Mission: to read 52 books in 2012
Books Read in 2012 thus far: 59
# of Books Read, November: 2
MISSION ACCOMPLISHED!
Notes on Books Read:
58) How Not to Read by Dan Wilbur
I met Dan Wilbur when I had the misfortune of being matched against him at Literary Death Match Philadelphia. When they read the bios of the people competing, I sat at my table, finishing off my french fries, praying to someone: DEAR GOD, PUT ME AGAINST ANYONE BUT DAN WILBUR! Wilbur founded and runs the fantastically funny blog Better Book Titles, from which my book club friends and I are constantly "reblogging" via our tumblr account. I knew I was toast if they paired me with him. I was right; Dan won. But we forged a small friendship over this event, and I went home and ordered his book soon after. I read it just as my holiday shopping began, and I laughed out loud on a commuter rail train a few times when I'd first picked it up. Getting me to laugh out loud on public transit is sign one that I really think something is hilarious. The only other book I remember being embarassed to have laughed out loud in public by was Motherless Brooklyn by Jonathan Lethem, where the gangster kid with turrets who narrated the novel had me LOLing on an airplane. As I was trying to think of gifts for everyone for the holidays, this book always seemed to come up. It seemed appropriate for my Dad/brother, who never read; for some of my cousins, who used to love to read; for my lit students, who could now appreciate humor about As You Like It, 1984, Allen Ginsberg, and Gertrude Stein; and for my vast collection of literary friends, who would get pretty much every joke layered within it. That being said, I guess I kind of recommend this book to anyone.
Justin L. Daugherty, who has a story being published in Gigantic Sequins 4.1, asked on facebook for books/films about the process of love-- this book came to mind. I have had this book on my shelves since 2006/7, I think, when it first came out in paperback. I bought it at Barnes and Noble when I worked there for a discounted price, and never quite felt I was ready for it. Now that I am looking forward to getting married in June, I decided I could handle whatever it had so say. Mostly, to my relief, it was a book about the brain. I think there is nothing more I like in any science-drive non-fiction narrative than to read about the brain.
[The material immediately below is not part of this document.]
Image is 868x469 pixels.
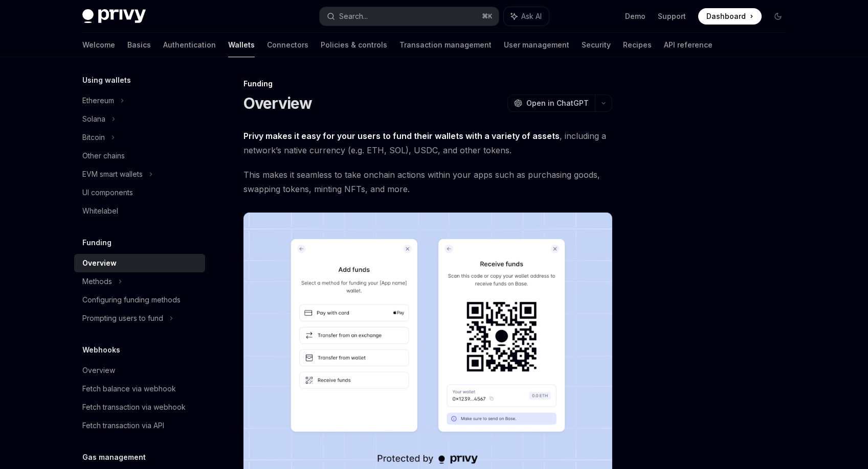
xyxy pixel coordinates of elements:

At some points, I even wondered what the relevance of LOVE was to the book because the authors seemed to discuss brain activity in general more than how it relates to love, though they did, after much set up, "get to the point". What the authors did do, which kept the integrity of the mystery of love, was consistently quote poetry/refer to novels, as though when describing love, science is not enough. Both brains, right and left, are needed to truly comprehend it.